“We’ve got an enormous range of skills and expertise in the area.”

Community Builder Graeme Urlwin tells more about his work in Harpurhey and Moston. Continued from Awards With a Difference at Forever Manchester

I’m out in the community every week visiting places where people get together. For me, it’s an opportunity to meet new people who aren’t involved in community activity.

One of those places is the Wellbeing Centre where one of our LRG members, Joan Tipping, oversees a range of mostly creativity-based activities.

There’s a restaurant run by Mind, staffed by people who have been through the mental health system. People stay for lunch so it’s a good time to chat.

I met Danny who plays pool with a group of men three lunchtimes a week. They have all survived the mental health system and are keen to set up a football team.  A Cash 4 Graft has enabled them to buy a little bit of equipment and be independent from local football teams which are all a little too competitive for where they are at.

Val’s husband has dementia. She wanted to start a support group for people with dementia and their carers. A Cash 4 Graft helped fund some much needed resources to run the sessions.

Tom had recently been diagnosed with diabetes, and has found it difficult to get his head around. He used a Cash 4 Graft to get word out to people in a similar position and started a support group.

Larger grants from the Fourteen programme, still only £1,000, have helped support the many therapeutic sessions that take place at the centre.

All of these activities have stemmed from me ‘hanging about’, chatting to people and having a funding system that has no bureaucracy attached to it. Small amounts of money leading to significant benefits for a significant number of people.

So what happens when a bit more money is needed and the Fourteen programme has finished in the area? How are these new initiatives sustained?

People have been supported to think beyond just a financial need.
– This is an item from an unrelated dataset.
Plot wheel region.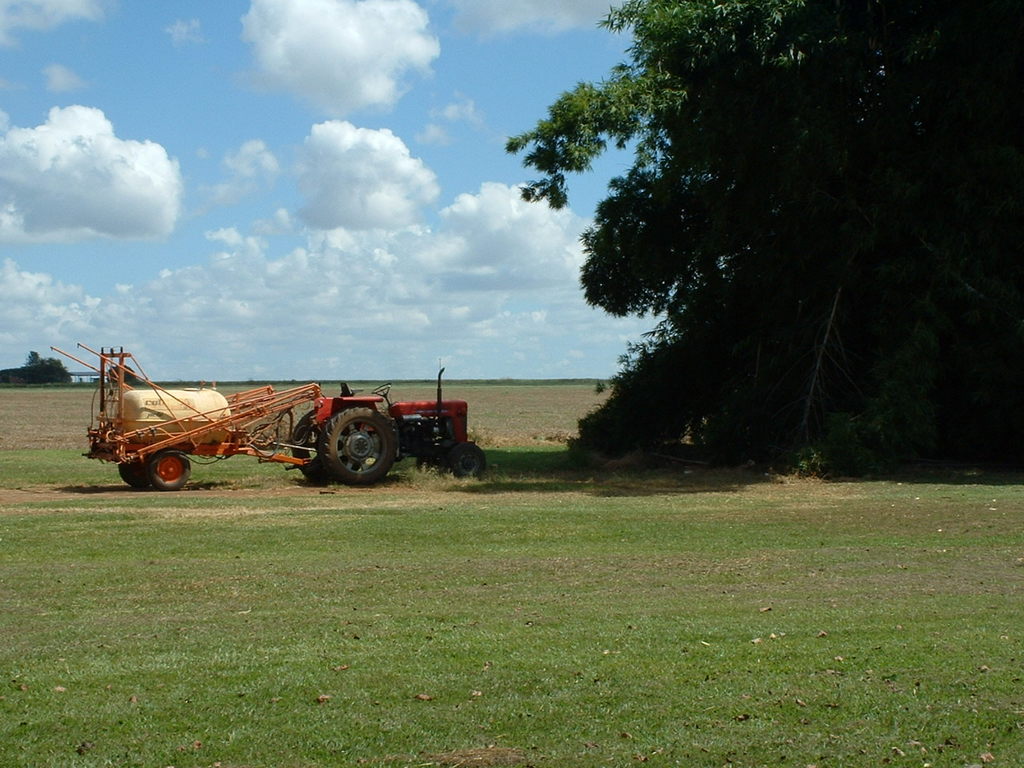
Plotted at (left=146, top=447, right=189, bottom=487).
Networks have been created where people are now more aware of small scale streams of cash such as those distributed by Forever Manchester, and the Neighbourhood Investments Funds from the City Council.

More significantly, the LRG has a new initiative developing called ‘The Big Meet,’ which will grow and grow even after Forever Manchester has left the area.

The Big Meet brings together all of the community-based activity – about 70 groups in Harpurhey and Moston –  to support each other with governance, the law, policy-making, fundraising, marketing and social media.

Seventy groups equates to hundreds of people and an enormous range of skills and expertise that can be pooled and shared. It’s not all about money.

Graeme is pictured at The WellBeing Centre, Harpurhey with Joan Tipping, left and Val Meakin.

Awards with a difference at Forever Manchester

Community Builder Graeme Urlwin tells why Forever Manchester’s approach is different.

Before I came to Forever Manchester I was at the other end of the funding process.  I was the  person writing the bids.

If successful, the money would soon be spent and it was time to start making new bids to continue the new activity the original bid had funded.

It’s an eternal treadmill and many funding-dependent organisations have folded over the last few years as funding sources have dried up.

At Forever Manchester there is a focus upon assets and how the pooling of skills and resources can lessen the need for funding.

When I came to Forever Manchester and was introduced to Cash 4 Graft – awards of £250 for grass roots start-up activity – I was sceptical. ‘What can £250 do?’

Over the last 18 months I’ve learnt that £250 can do a lot and that interesting things happen without a great big fat grant behind them.

Cash 4 Graft is designed to support local people to get an activity off the ground in their locality. They don’t have to be a formal group, have a constitution or even a bank account, just four people behind a good idea.

There’s a simple application form and, when successful, you’re given a credit card with £250 already on it, so there’s no worry about overspending. The whole process can be turned around in just over a week.

Since I’ve been working in Harpurhey and Moston Cash 4 Graft has helped set up a diabetes support group; take 45 kids to the local panto; support the development of a new foodbank; bring a disparate community together on a housing estate; help a dementia group buy some resources; funded craft sessions with older people. The list goes on.

But for me it’s not necessarily about the activity that is supported, it’s more about the process of applying for a Cash 4 Graft, and what that achieves for the people involved.

When local people discover that there’s a bit of money available, and it’s exclusive to them, it gets them thinking about what they could do. That leads to new ideas and enthusiasm and the money becomes irrelevant.

With the pooling of resources and skills, and a bit of begging and borrowing, their idea can happen without the need for funding.

The process has shown them that ‘we can’t afford to do it’ is no longer a valid reason for not doing something. The process itself gives groups and individuals confidence.

Local people coming to us for an application form are usually completely new to anything like that. Just the thought of sitting down to write a funding application can be daunting. But having done it, and been awarded the money, gives people confidence and self-belief which carries them forward.